EU should do more for women's rights
EU should do more for women's rights
New York – What is needed globally if we are to work on the further strengthening of women's rights? This was the question addressed by representatives from throughout the world who gathered this week in New York, brought together by a United Nations Commission whose aim is to examine the state of play in regard to the results of the agreements concluded in 1995 during the UN conference in Beijing.

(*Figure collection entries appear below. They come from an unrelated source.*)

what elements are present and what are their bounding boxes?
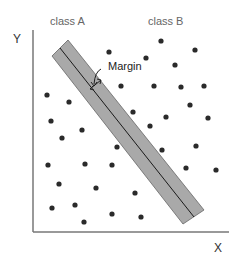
class-b-label: class B bbox=[148, 15, 183, 27]
class-a-point bbox=[49, 205, 54, 210]
class-b-point bbox=[201, 83, 206, 88]
class-a-point bbox=[138, 214, 143, 219]
class-b-point bbox=[151, 83, 156, 88]
class-b-point bbox=[147, 123, 152, 128]
class-a-point bbox=[82, 161, 87, 166]
class-b-point bbox=[205, 115, 210, 120]
class-a-point bbox=[59, 135, 64, 140]
class-b-point bbox=[163, 114, 168, 119]
class-b-point bbox=[178, 84, 183, 89]
class-b-points bbox=[106, 38, 218, 172]
class-a-point bbox=[44, 92, 49, 97]
class-b-point bbox=[193, 143, 198, 148]
class-a-point bbox=[114, 144, 119, 149]
class-a-points bbox=[44, 92, 143, 224]
diagram-svg bbox=[0, 0, 240, 265]
class-b-point bbox=[130, 109, 135, 114]
class-a-point bbox=[45, 162, 50, 167]
class-b-point bbox=[172, 62, 177, 67]
class-a-label: class A bbox=[50, 15, 85, 27]
x-axis-label: X bbox=[214, 241, 222, 255]
class-b-point bbox=[158, 38, 163, 43]
class-b-point bbox=[106, 49, 111, 54]
class-a-point bbox=[72, 202, 77, 207]
class-a-point bbox=[56, 181, 61, 186]
class-a-point bbox=[81, 219, 86, 224]
class-b-point bbox=[143, 55, 148, 60]
class-b-point bbox=[187, 102, 192, 107]
margin-label: Margin bbox=[108, 60, 142, 72]
separating-hyperplane bbox=[60, 48, 194, 217]
y-axis-label: Y bbox=[13, 32, 21, 46]
class-a-point bbox=[132, 190, 137, 195]
class-a-point bbox=[109, 162, 114, 167]
class-b-point bbox=[118, 83, 123, 88]
class-a-point bbox=[93, 185, 98, 190]
class-b-point bbox=[192, 47, 197, 52]
class-a-point bbox=[48, 118, 53, 123]
class-a-point bbox=[79, 127, 84, 132]
class-a-point bbox=[66, 99, 71, 104]
class-b-point bbox=[159, 147, 164, 152]
svm-diagram: class A class B Y X Margin bbox=[0, 0, 240, 265]
class-b-point bbox=[213, 167, 218, 172]
class-b-point bbox=[183, 165, 188, 170]
class-a-point bbox=[109, 211, 114, 216]
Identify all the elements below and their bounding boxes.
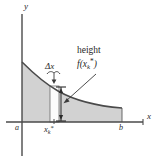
riemann-sum-figure: y x a b Δx xk* height f(xk*) xyxy=(0,0,160,165)
delta-variable: x xyxy=(50,61,54,71)
height-callout-label: height xyxy=(77,46,101,56)
delta-x-label: Δx xyxy=(45,62,54,71)
lower-bound-label: a xyxy=(15,124,19,132)
function-value-callout-label: f(xk*) xyxy=(77,58,97,70)
sample-point-superscript: * xyxy=(51,124,54,131)
x-axis-label: x xyxy=(147,112,151,121)
height-measure-top-arrowhead xyxy=(59,88,63,93)
delta-x-arrowhead xyxy=(52,79,57,84)
shaded-area-under-curve xyxy=(22,62,122,122)
callout-leader-line xyxy=(66,74,96,101)
figure-canvas xyxy=(0,0,160,165)
upper-bound-label: b xyxy=(119,124,123,132)
delta-x-brace xyxy=(47,72,60,74)
sample-point-label: xk* xyxy=(44,125,54,135)
y-axis-label: y xyxy=(24,2,28,11)
close-paren: ) xyxy=(94,59,97,69)
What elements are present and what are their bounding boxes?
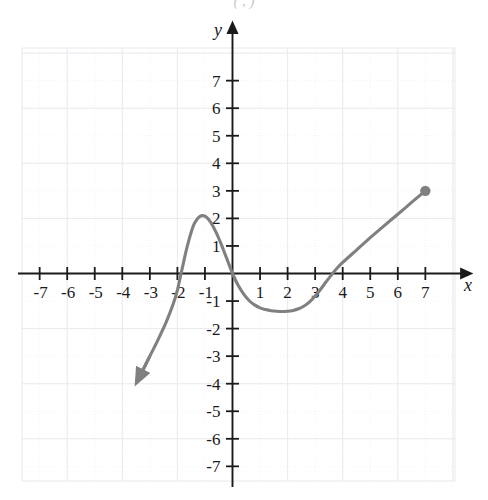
- graph-figure: ( , ) x y -7-6-5-4-3-2-11234567 7654321-…: [0, 0, 488, 500]
- y-tick-label: -7: [206, 457, 221, 476]
- x-tick-label: 4: [338, 283, 347, 302]
- x-tick-label: -4: [116, 283, 131, 302]
- y-tick-label: -1: [206, 292, 220, 311]
- closed-endpoint-dot: [420, 186, 430, 196]
- y-tick-label: 5: [212, 127, 221, 146]
- x-tick-label: -3: [144, 283, 158, 302]
- y-tick-label: -6: [206, 430, 220, 449]
- y-tick-label: 6: [212, 99, 221, 118]
- y-tick-label: -4: [206, 375, 221, 394]
- x-tick-label: 5: [366, 283, 375, 302]
- x-tick-label: 7: [421, 283, 430, 302]
- y-axis-label: y: [212, 20, 222, 40]
- y-tick-label: 7: [212, 72, 221, 91]
- y-tick-label: -3: [206, 347, 220, 366]
- coordinate-plane: x y -7-6-5-4-3-2-11234567 7654321-1-2-3-…: [0, 0, 488, 500]
- x-tick-label: -7: [34, 283, 49, 302]
- x-axis-label: x: [463, 275, 472, 295]
- y-tick-label: 3: [212, 182, 221, 201]
- x-tick-label: 1: [256, 283, 265, 302]
- x-tick-label: -5: [89, 283, 103, 302]
- x-tick-label: 2: [283, 283, 292, 302]
- y-tick-label: -5: [206, 402, 220, 421]
- x-tick-label: -6: [61, 283, 75, 302]
- x-tick-label: 6: [394, 283, 403, 302]
- minor-gridlines: [22, 48, 455, 481]
- major-gridlines: [22, 48, 455, 481]
- curve-arrow-tail: [142, 356, 150, 373]
- y-tick-label: -2: [206, 320, 220, 339]
- y-tick-label: 4: [212, 154, 221, 173]
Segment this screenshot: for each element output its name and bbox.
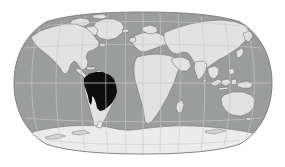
land-sulawesi: [231, 79, 237, 85]
world-map-graphic: [0, 0, 285, 167]
world-locator-map-figure: [0, 0, 285, 167]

The group representing the European Parliament included the SP's Kartika Liotard along with Eva-Britt Svensson of the Vänster (Left) Party, the SP's sister party in Sweden. Svensson is chairwoman of the European Parliament Committee on Women's Rights and Gender Equality, which has noted that, on a global level, progress had been made on only a few of the issues defined as 'action areas' in Beijing.
Global agenda
Eva-Britt Svensson and Kartika Liotard were representing the United Left group of the European Parliament, and in their view the EU should be setting a global agenda for women's rights, including the reproductive rights of women, and health and economic rights, while the UN should be acting to ensure structural progress towards gender equality. Yet at the beginning of the meeting in New York, the official papers appeared to Svennson and Liotard to focus neither on economic and social inequality, nor on the sexual and reproductive rights of women.
Poverty
Liotard described it as "disturbing", also, that "the most democratic institution of the EU" – the European Parliament – appeared content to fill only a modest role, having "not once debated subjects of importance to women, such as their poverty or insecure employment. Aren't those a feature of these times, though?" Globally, 70% of people who live in poverty are women, while two out of every three hours worked are worked by women and the bulk of the world's agricultural product is cultivated by women. Yet they earn just 10% of global income and own only 2% of the world's property.
Violence
Violence against women is a special theme relating to International Women's Day, March 8th. The European Parliament website contains more information on this important subject.